Rolando Villazon celebrated 50s in Salzburg
On the eve of his milestone birthday, Villazon stood on the stage of the Salzburg House for Mozart on Monday – together with companions such as Placido Domingo or Regula Mühlemann at a benefit gala in aid of the Mozarteum Foundation. Individually or in different groups, together with the birthday child, they performed the concert with excerpts from operas by Mozart, Rossini, Verdi and Giordano, but also with pieces from musicals, operettas and zarzuelas – the Spanish version of the operetta. The sold-out gala evening ended with minutes of applause and a “Happy Birthday” from around 1,600 people.
“Of course I’m very happy here in Salzburg – and to give it as a great gift to the Mozarteum Foundation,” Villazon told ORF III after the concert. “My wonderful colleagues – it is fantastic. They did so much to be here.”
State decoration for “Salzburgues” Villazon
Of course, the fact that he is celebrating in Salzburg of all places also has something to do with his connection to Salzburg, Villazon emphasized to ORF Radio Salzburg: “I really feel like I belong to Salzburg. I’m ‘Salzburgues’.” After the concert, Villazon was presented with the Salzburg State Governor’s Badge of Honor by Governor Wilfried Haslauer (ÖVP).
Villazon has been the director of the Mozart Week for five years – which had to be canceled this year due to the coronavirus pandemic. Nevertheless, Rolando Villazon came and still comes to the state capital on a regular basis. At the 2005 Festival he experienced the rise to superstardom in La Traviata alongside Anna Netrebko.
Benefit gala for Roland Villazon’s 50th birthday
program notice
ORF III is showing the benefit gala concert for Rolando Villazon’s 50th birthday from the Haus für Mozart on Sunday, February 27th at 8.15 p.m. as part of “The Stage Experience”.
“I’m a stranger everywhere”
Rolando Villazon lives in Paris with his wife and two sons. He was born in Mexico City. Where does he feel at home? “The correct answer has to be: I’m a stranger,” says Villazon. “I am a stranger everywhere – even today in Mexico. I speak with an accent and so many grammatical errors in every language I speak. I’m an opera singer, I’m a director who writes books. I’m not an artistic director like all other artistic directors – I’m the artistic director of the Mozart Week, basta! That’s what I am Because I love Mozart. It’s so authentic and I just think about that. I’m someone who’s a stranger and yet belongs everywhere.”
Spotted singing in the shower
The young Rolando Villazon was actually discovered in the shower – by a keen-eyed singing expert: “That was the director of an art institution.

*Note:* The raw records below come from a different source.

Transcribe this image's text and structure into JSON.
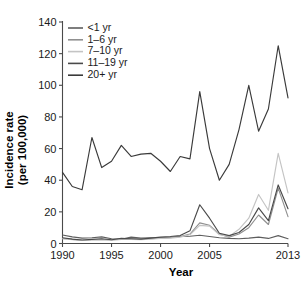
{
  "chart_data": {
    "type": "line",
    "title": "",
    "xlabel": "Year",
    "ylabel": "Incidence rate (per 100,000)",
    "ylabel_line1": "Incidence rate",
    "ylabel_line2": "(per 100,000)",
    "xlim": [
      1990,
      2013
    ],
    "ylim": [
      0,
      140
    ],
    "grid": false,
    "legend_position": "top-left",
    "xticks": [
      1990,
      1995,
      2000,
      2005,
      2013
    ],
    "xtick_labels": [
      "1990",
      "1995",
      "2000",
      "2005",
      "2013"
    ],
    "yticks": [
      0,
      20,
      40,
      60,
      80,
      100,
      120,
      140
    ],
    "ytick_labels": [
      "0",
      "20",
      "40",
      "60",
      "80",
      "100",
      "120",
      "140"
    ],
    "x": [
      1990,
      1991,
      1992,
      1993,
      1994,
      1995,
      1996,
      1997,
      1998,
      1999,
      2000,
      2001,
      2002,
      2003,
      2004,
      2005,
      2006,
      2007,
      2008,
      2009,
      2010,
      2011,
      2012,
      2013
    ],
    "series": [
      {
        "name": "<1 yr",
        "color": "#5e5e5e",
        "values": [
          5.4,
          4.2,
          3.4,
          3.6,
          4.2,
          3.0,
          2.6,
          4.0,
          3.4,
          3.6,
          3.6,
          3.8,
          4.4,
          4.6,
          5.2,
          4.4,
          3.6,
          3.2,
          3.0,
          3.4,
          4.0,
          3.2,
          5.0,
          3.0
        ]
      },
      {
        "name": "1–6 yr",
        "color": "#909090",
        "values": [
          3.2,
          2.6,
          2.0,
          2.4,
          2.6,
          2.2,
          3.0,
          2.8,
          2.6,
          3.0,
          3.4,
          3.6,
          4.4,
          6.0,
          13.0,
          11.5,
          6.0,
          4.0,
          6.0,
          10.0,
          18.0,
          12.0,
          35.0,
          17.0
        ]
      },
      {
        "name": "7–10 yr",
        "color": "#c4c4c4",
        "values": [
          3.0,
          2.4,
          2.0,
          2.2,
          2.4,
          2.0,
          2.6,
          2.6,
          2.4,
          2.8,
          3.2,
          3.4,
          4.0,
          5.5,
          11.5,
          11.0,
          5.5,
          4.5,
          9.0,
          16.0,
          31.0,
          21.0,
          57.0,
          32.0
        ]
      },
      {
        "name": "11–19 yr",
        "color": "#4a4a4a",
        "values": [
          3.6,
          2.8,
          2.2,
          2.6,
          3.0,
          2.4,
          3.2,
          3.0,
          2.8,
          3.4,
          4.0,
          4.4,
          5.0,
          8.0,
          24.5,
          16.0,
          6.5,
          5.0,
          7.0,
          12.0,
          22.5,
          14.5,
          37.0,
          22.0
        ]
      },
      {
        "name": "20+ yr",
        "color": "#3a3a3a",
        "values": [
          45.0,
          36.0,
          34.0,
          67.0,
          48.0,
          52.0,
          62.0,
          55.0,
          56.5,
          57.0,
          52.0,
          45.5,
          55.0,
          53.5,
          96.0,
          60.0,
          40.0,
          50.0,
          72.0,
          100.0,
          71.0,
          85.0,
          125.0,
          92.0
        ]
      }
    ]
  },
  "axes": {
    "x_title": "Year",
    "y_title_line1": "Incidence rate",
    "y_title_line2": "(per 100,000)"
  }
}
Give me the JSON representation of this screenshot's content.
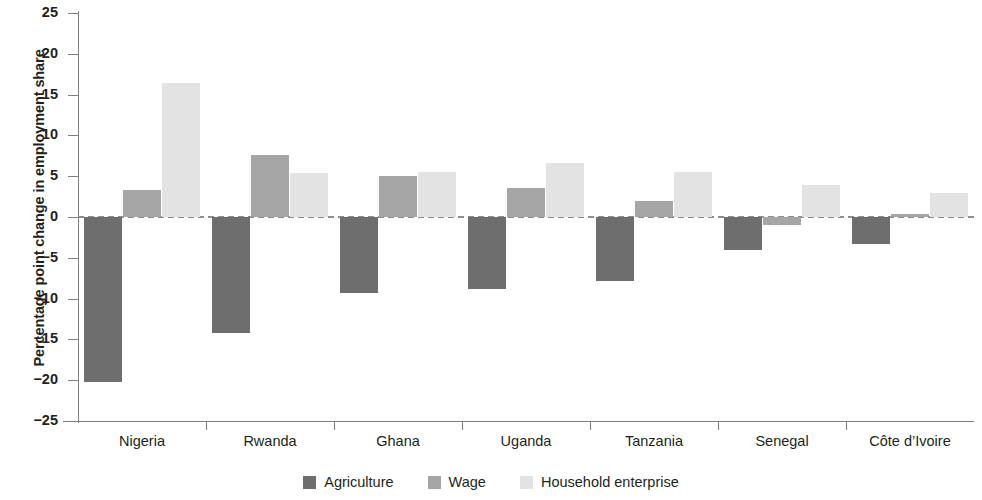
{
  "chart_data": {
    "type": "bar",
    "title": "",
    "subtitle": "",
    "xlabel": "",
    "ylabel": "Percentage point change in employment share",
    "ylim": [
      -25,
      25
    ],
    "ytick_step": 5,
    "yticks": [
      25,
      20,
      15,
      10,
      5,
      0,
      -5,
      -10,
      -15,
      -20,
      -25
    ],
    "ytick_labels": [
      "25",
      "20",
      "15",
      "10",
      "5",
      "0",
      "−5",
      "−10",
      "−15",
      "−20",
      "−25"
    ],
    "grid": false,
    "zero_reference_line": true,
    "legend_position": "bottom-center",
    "categories": [
      "Nigeria",
      "Rwanda",
      "Ghana",
      "Uganda",
      "Tanzania",
      "Senegal",
      "Côte d’Ivoire"
    ],
    "series": [
      {
        "name": "Agriculture",
        "color": "#6e6e6e",
        "values": [
          -20.2,
          -14.2,
          -9.3,
          -8.8,
          -7.8,
          -4.0,
          -3.3
        ]
      },
      {
        "name": "Wage",
        "color": "#a6a6a6",
        "values": [
          3.3,
          7.6,
          5.0,
          3.5,
          2.0,
          -1.0,
          0.4
        ]
      },
      {
        "name": "Household enterprise",
        "color": "#e3e3e3",
        "values": [
          16.4,
          5.4,
          5.5,
          6.6,
          5.5,
          3.9,
          3.0
        ]
      }
    ]
  },
  "legend": {
    "items": [
      {
        "label": "Agriculture",
        "swatch": "agriculture"
      },
      {
        "label": "Wage",
        "swatch": "wage"
      },
      {
        "label": "Household enterprise",
        "swatch": "household"
      }
    ]
  },
  "colors": {
    "agriculture": "#6e6e6e",
    "wage": "#a6a6a6",
    "household_enterprise": "#e3e3e3",
    "axis": "#7f7f7f",
    "zero_line": "#8d8d8d",
    "text": "#231f20",
    "background": "#ffffff"
  }
}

My neighbor had dinner – and he was a guest at that dinner. I was in my shower singing the song of Balu (the bear from the ‘Jungle Book’ – ed.) and I think also the ‘Man from La Mancha’. And the hat heard and knocked. My mom opens the door and he asks her, ‘Who’s that singing in the shower?’” Villazon says his mother wanted to apologize for her son singing so late – but instead he was invited to the audition.
As a child, Villazon attended the Colegio Aleman Alexander von Humboldt and later the music conservatory. He made his international debut in 1998 when he moved to San Francisco to join the Pittsburgh Opera’s Young Singers program. Around the turn of the millennium, the first appearances in Europe followed, where Villazon quickly gained a foothold from Genoa via Paris and Munich to Vienna. Then came the legendary appearance with Netrebko at the Salzburg Festival and the media hype that stylized the two into a dream opera couple. This rapid ascent to the opera olympus also had health consequences that were just as rapid, and Villazon had to step back vocally from 2006 onwards. Between great successes, downtime and surgeries were a consequence.
director’s bed 2011
At the same time, the tenor began early on to establish a second mainstay and made his debut as a director at the Opera de Lyon in 2011 with Massenet’s “Werther” – the first of numerous different works at houses including the Vienna Volksoper, where he directed Donizetti’s “Viva la Mamma” in 2015. colorfully staged. The literary work then became a third pillar, so to speak, as Villazon’s first novel “Malabares” was published in 2013, which was followed by others, most recently “Amadeus auf dem Fahrrad” in 2020.
Villazon is not only director of the Mozart Week in Salzburg, but since last year also artistic director of the International Mozarteum Foundation.